The Biden administration never rescinded that executive order. However, Biden did launch a different approach. In May 2023, he unveiled the first-ever national strategy to combat antisemitism. The 60-page plan outlined 100 steps that federal agencies committed to complete within a year and was based on input from 1,000 stakeholders.
Biden also proposed increasing the 2024 budget of the Department of Education’s Office of Civil Rights by 25 percent. Republicans proposed cutting it by 25 percent. The ultimate compromise, says Nadler, is that it was flatlined. That battle is being repeated for 2025. House Republicans could shift their position on that, if they want to show that they wish to combat antisemitism in a real way. There’s also a House bill, sponsored by North Carolina Democrat Kathy Manning, that would codify the Biden administration’s approach, and it has an impressive 15 Republican co-sponsors (and 24 Democrats).
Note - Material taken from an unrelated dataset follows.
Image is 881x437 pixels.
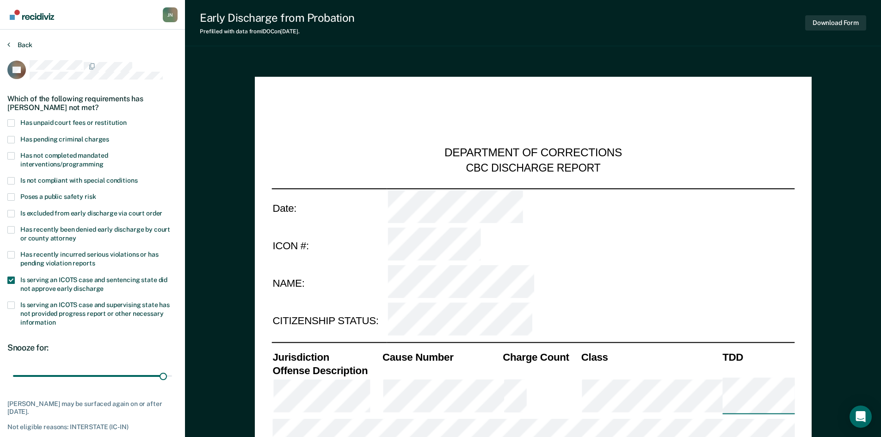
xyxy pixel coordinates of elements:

Speaker Mike Johnson could put his weight behind that. But as we see on an hourly basis, he (while pretty extreme himself) is dealing with a whole different universe of crazy. Marjorie Taylor Greene explained her opposition to the bill by saying that under it, Christians could be convicted “for believing the Gospel that says Jesus was handed over to Herod to be crucified by the Jews”—an age-old and classic antisemitic fable.
I’m not sure this bill is dangerous. A lot of solid liberals voted for it. I just think it’s worth noting that some Jewish members opposed it (there were three more, in addition to Nadler and Schakowsky: Sarah Jacobs of California, Jake Auchincloss of Massachusetts, and Rebecca Balint of Vermont), in part out of concern that criticism of the policies of Israel could be construed under law as antisemitic.
Antisemitism is certainly all too real, on college campuses and across the country, and obviously, there are times when criticism of Israel can and does include antisemitic tropes. But the laws of the United States should help clarify the difference between antisemitism and criticism of Israel, not obscure it.